Monday, Feb. 28, 2000

Follow The Paper

By R.Z. Sheppard

Fiction's private investigators now come in so many colors and flavors that it's easy to overlook their fundamental similarities. Regardless of gender, race or sexual tilt, the best of them still fit Raymond Chandler's classic definition: "He will take no man's money dishonestly and no man's insolence without a due and dispassionate revenge."

Those stern principles are upheld with conspicuous dignity by Benjamin Weaver, the swashbuckling shamus in David Liss's genre-stretching first novel, A Conspiracy of Paper (Random House; 442 pages; $25).

That's right, swashbuckling. Armed with snubby flintlock and limber blade, Weaver does his crime busting in London during the second decade of the 18th century. He is a Sephardic Jew and a former British boxing champion ("the Lion of Judah") who hires out his manly skills to those in need of protection or discreet services--like recovering stolen valuables from brothels. It's a living, but not a consuming vocation until coincidence pulls Weaver into a vortex of stock fraud and murder. The victims include his father, a broker silenced before he could expose a plot to skin shareholders of the South Sea Co.

Liss, a Columbia University graduate student specializing in the relationship between capitalism and the early English novel, has put his researches to imaginative and profitable use. One of his thoughtful innovations is to modify the period's lapidary dialogue for contemporary ears. The effect is to sharpen the thrust and parry of the action and accentuate the pervading atmosphere of class conflict.

Appreciators of authenticity should be pleased with Liss's graphic venues. Weaver's investigations are conducted broadly, from the scuzziest ale houses to the toniest clubs, where the drink is better and the Jew baiting more refined. True to the P.I. breed, the Lion of Judah is never intimidated. He handles his liquor and licks his adversaries with equal confidence.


** WHAT TO PRODUCE **
From the line that contains "Image resolution: width=882" to the end of the entries, copy each line exactly, though the pictures stay out.

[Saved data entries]
————

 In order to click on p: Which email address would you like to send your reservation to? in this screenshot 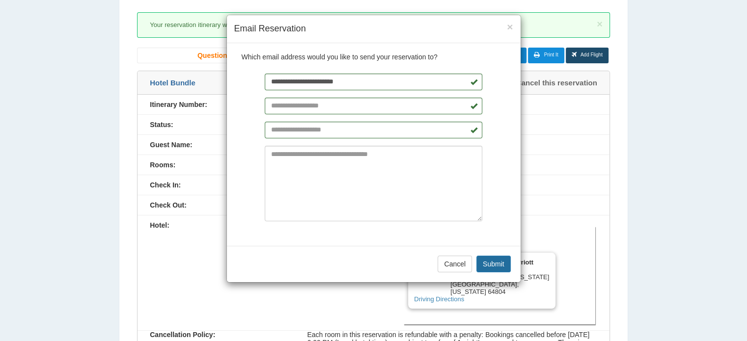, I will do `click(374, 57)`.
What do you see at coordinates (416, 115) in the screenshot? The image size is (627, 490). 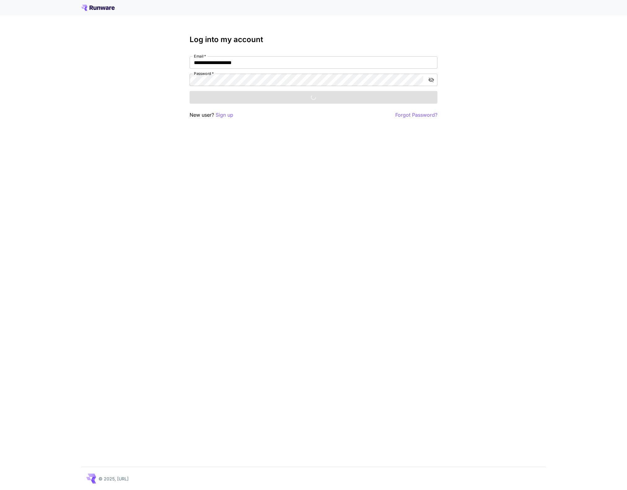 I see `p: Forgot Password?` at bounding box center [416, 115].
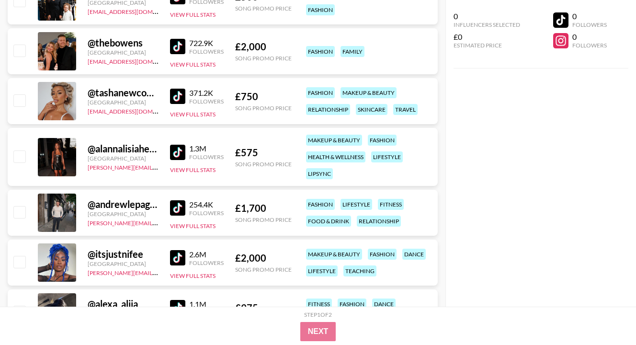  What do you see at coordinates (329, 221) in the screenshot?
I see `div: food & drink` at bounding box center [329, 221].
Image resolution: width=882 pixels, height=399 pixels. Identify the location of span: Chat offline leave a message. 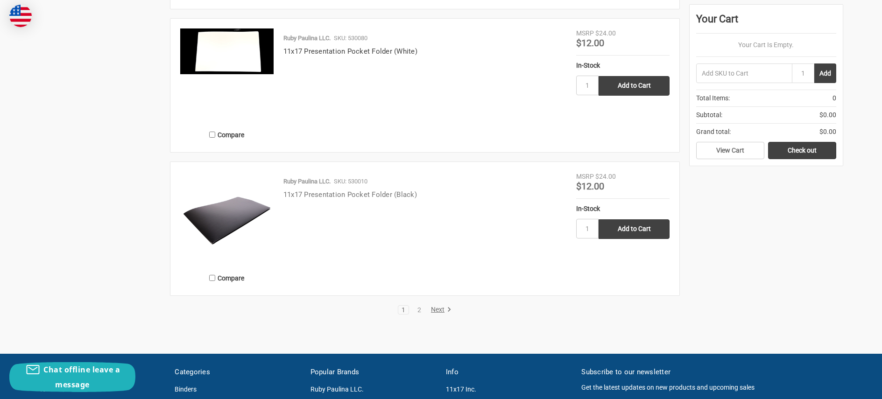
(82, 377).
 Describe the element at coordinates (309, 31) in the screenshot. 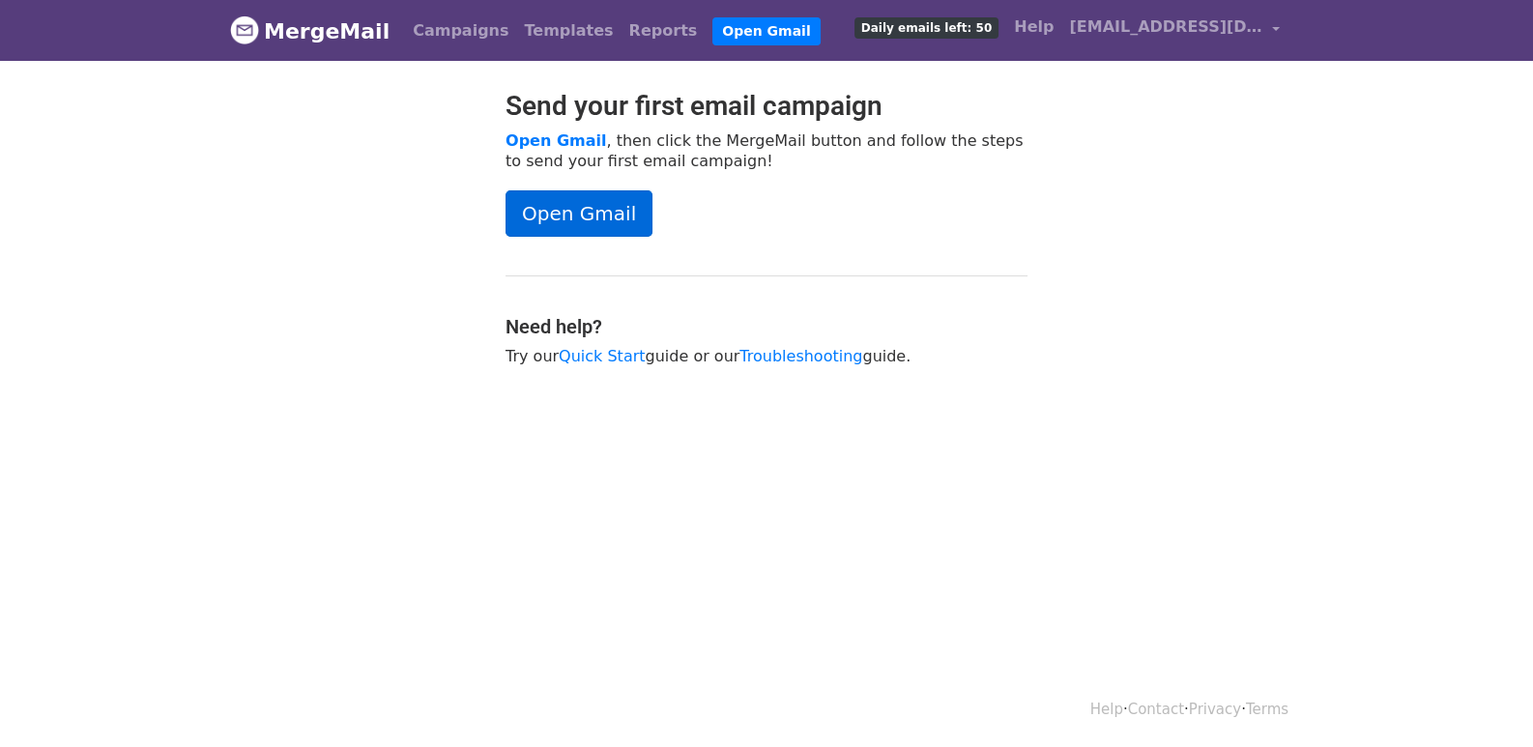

————

** OUTPUT **
Image resolution: width=882 pixels, height=399 pixels. Identify the location of span: Chat offline leave a message. 
(82, 377).
 Describe the element at coordinates (309, 31) in the screenshot. 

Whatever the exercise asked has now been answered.